The institution of the morgado of Salvador do Mundo seeks to protect the sugar mills from seizure. These were obvious concerns for Duarte Gomes, and followed previous threats made on his properties still in 1616, when his political enemies charged him of potential illicit and fraudulent demeanor (GONÇALVES, 2007, pp.146-152). Moreover, Duarte Gomes da Silveira also witnessed a period of growing indebtedness to West India Company (WIC). Therefore, along the foundation deed of Duarte Gomes da Silveira, there was a long-term request for protection of his family goods, by preventing his successors from neglecting them, so that the following generations “will not suffer from the miseries and needs that one sees in many noble families who lack entailed assets” (Item 31º, SEIXAS, 1987, p. 220). Besides, other measures were taken to maintain sustainability in the sugar production of the morgado estate, prohibiting, for example, the construction of “any sugar mill” besides the main one, that of Nossa Senhora da Ajuda. Along with this measure was another that banned other crops aside from sugar to be planted and deemed the sugar-cane production to be exclusive. Nevertheless, these measures did not prevent the entail’s first administrator, António Barbalho, from getting into debt to the Dutch Company as he was its fifth largest defaulter already in the 1660s (MELLO, 2012, p. 31).

The foundation of the morgado of Salvador do Mundo reveals the perpetuation of the entailment practices that we also found in Portugal in this period.

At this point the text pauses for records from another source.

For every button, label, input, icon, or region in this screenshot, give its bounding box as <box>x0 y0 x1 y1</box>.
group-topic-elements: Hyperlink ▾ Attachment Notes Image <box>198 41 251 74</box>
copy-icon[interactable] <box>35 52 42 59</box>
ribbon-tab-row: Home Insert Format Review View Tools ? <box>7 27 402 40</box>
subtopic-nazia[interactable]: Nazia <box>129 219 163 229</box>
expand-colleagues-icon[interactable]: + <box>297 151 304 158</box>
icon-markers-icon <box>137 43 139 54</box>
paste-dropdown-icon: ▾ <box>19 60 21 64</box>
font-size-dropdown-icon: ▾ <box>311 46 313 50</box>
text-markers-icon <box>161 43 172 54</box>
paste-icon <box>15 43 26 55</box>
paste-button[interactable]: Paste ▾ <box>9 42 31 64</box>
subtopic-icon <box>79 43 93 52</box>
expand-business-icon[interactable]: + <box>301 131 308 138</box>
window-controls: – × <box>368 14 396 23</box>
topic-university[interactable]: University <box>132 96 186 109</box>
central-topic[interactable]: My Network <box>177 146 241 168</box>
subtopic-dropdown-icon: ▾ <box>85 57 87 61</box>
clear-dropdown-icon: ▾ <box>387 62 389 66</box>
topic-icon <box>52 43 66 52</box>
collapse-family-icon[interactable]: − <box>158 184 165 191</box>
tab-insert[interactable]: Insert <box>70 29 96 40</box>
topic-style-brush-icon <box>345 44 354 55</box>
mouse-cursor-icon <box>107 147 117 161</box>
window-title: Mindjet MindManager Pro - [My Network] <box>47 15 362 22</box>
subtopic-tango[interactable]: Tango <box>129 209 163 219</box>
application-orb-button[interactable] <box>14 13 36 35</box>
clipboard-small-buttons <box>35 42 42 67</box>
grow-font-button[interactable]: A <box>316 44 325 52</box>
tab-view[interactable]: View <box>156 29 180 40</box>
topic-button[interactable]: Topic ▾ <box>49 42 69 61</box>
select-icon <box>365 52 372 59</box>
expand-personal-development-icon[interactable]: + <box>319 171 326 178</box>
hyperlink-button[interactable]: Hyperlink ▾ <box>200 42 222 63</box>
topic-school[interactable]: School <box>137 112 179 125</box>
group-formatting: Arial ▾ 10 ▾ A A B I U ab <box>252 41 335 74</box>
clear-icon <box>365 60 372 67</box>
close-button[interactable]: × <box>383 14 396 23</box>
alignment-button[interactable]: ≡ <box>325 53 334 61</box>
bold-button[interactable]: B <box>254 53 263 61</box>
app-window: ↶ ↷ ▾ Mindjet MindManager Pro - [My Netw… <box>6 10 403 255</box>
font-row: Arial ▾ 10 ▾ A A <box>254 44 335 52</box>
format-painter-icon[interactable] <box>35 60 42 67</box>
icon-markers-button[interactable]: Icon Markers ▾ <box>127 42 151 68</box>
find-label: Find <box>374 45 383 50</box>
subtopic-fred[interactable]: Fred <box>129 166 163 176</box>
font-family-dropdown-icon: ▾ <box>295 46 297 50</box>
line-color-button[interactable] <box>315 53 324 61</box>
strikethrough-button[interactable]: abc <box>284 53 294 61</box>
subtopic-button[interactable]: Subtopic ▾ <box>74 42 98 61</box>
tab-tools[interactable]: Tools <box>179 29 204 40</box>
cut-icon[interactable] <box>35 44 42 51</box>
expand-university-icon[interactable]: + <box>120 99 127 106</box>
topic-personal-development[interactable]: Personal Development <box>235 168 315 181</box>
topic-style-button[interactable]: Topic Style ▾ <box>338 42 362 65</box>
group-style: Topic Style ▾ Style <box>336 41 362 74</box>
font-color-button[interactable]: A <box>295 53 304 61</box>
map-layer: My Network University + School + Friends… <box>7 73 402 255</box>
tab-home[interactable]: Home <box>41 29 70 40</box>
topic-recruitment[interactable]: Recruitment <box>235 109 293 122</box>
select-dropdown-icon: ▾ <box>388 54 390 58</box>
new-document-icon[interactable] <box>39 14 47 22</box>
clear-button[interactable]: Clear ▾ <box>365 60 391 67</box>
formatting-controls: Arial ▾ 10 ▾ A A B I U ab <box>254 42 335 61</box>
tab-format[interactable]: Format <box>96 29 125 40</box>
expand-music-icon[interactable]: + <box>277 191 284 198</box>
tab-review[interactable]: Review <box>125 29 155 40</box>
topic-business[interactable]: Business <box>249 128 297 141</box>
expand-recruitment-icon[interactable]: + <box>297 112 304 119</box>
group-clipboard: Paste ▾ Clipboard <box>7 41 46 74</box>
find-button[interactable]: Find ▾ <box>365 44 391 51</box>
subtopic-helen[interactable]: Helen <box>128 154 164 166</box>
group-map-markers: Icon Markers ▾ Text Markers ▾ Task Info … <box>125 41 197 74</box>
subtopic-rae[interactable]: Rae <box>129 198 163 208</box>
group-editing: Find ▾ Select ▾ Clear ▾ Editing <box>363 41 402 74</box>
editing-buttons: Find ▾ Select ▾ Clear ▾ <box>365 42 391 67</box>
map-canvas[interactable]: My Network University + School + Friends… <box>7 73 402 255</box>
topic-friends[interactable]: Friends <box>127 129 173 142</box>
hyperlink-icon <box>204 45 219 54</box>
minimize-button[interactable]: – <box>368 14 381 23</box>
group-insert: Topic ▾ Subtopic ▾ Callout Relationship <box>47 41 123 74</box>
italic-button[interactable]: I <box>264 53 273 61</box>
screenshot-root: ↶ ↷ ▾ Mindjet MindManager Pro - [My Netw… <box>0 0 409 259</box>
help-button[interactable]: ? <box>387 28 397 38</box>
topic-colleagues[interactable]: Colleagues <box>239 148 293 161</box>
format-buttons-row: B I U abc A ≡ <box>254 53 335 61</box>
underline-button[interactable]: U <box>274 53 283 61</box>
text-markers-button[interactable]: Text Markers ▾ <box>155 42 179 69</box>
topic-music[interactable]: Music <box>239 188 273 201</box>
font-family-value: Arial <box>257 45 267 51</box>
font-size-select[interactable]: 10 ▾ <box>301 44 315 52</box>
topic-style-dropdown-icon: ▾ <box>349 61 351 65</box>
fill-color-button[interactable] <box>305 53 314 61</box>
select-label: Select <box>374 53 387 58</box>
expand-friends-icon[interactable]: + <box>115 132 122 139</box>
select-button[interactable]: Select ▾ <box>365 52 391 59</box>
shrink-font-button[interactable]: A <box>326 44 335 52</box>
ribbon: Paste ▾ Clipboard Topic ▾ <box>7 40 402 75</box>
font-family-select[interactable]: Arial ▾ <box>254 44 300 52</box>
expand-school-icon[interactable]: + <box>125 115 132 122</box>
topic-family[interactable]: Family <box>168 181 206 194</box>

Concomitantly, however, it was possible to identify singular adaptations to the world that was in construction in America, especially regarding the regulation produced by the entailment clauses on the administration of sugar mills themselves and in economic relations.

Arthur de Carvalho Curvelo, Joana Soares and Maria Beatriz Merêncio.

BASE DE DADOS BRASILHIS – “Duarte Gomes da Silveira” [viewed 28 December 2020] at http://brasilhis.usal.es/pt-br/personaje/duarte-gomes-da-silveira.

GONÇALVES, Regina Célia – Guerras e açúcares: política e economia na Capitania da Paraíba, 1585- 1630, São Paulo, Edusc, 2007.

MELLO, Evaldo Cabral de – O bagaço da cana: os engenhos de açúcar do Brasil holandês, São Paulo, Penguim Classics; Companhia das Letras, 2012.

SEIXAS, Wilson Nóbrega – “Doc. 2”, in A Santa Casa da Misericórdia de Paraíba, João Pessoa, Gráfica S. Marta, 1987, pp. 209-226.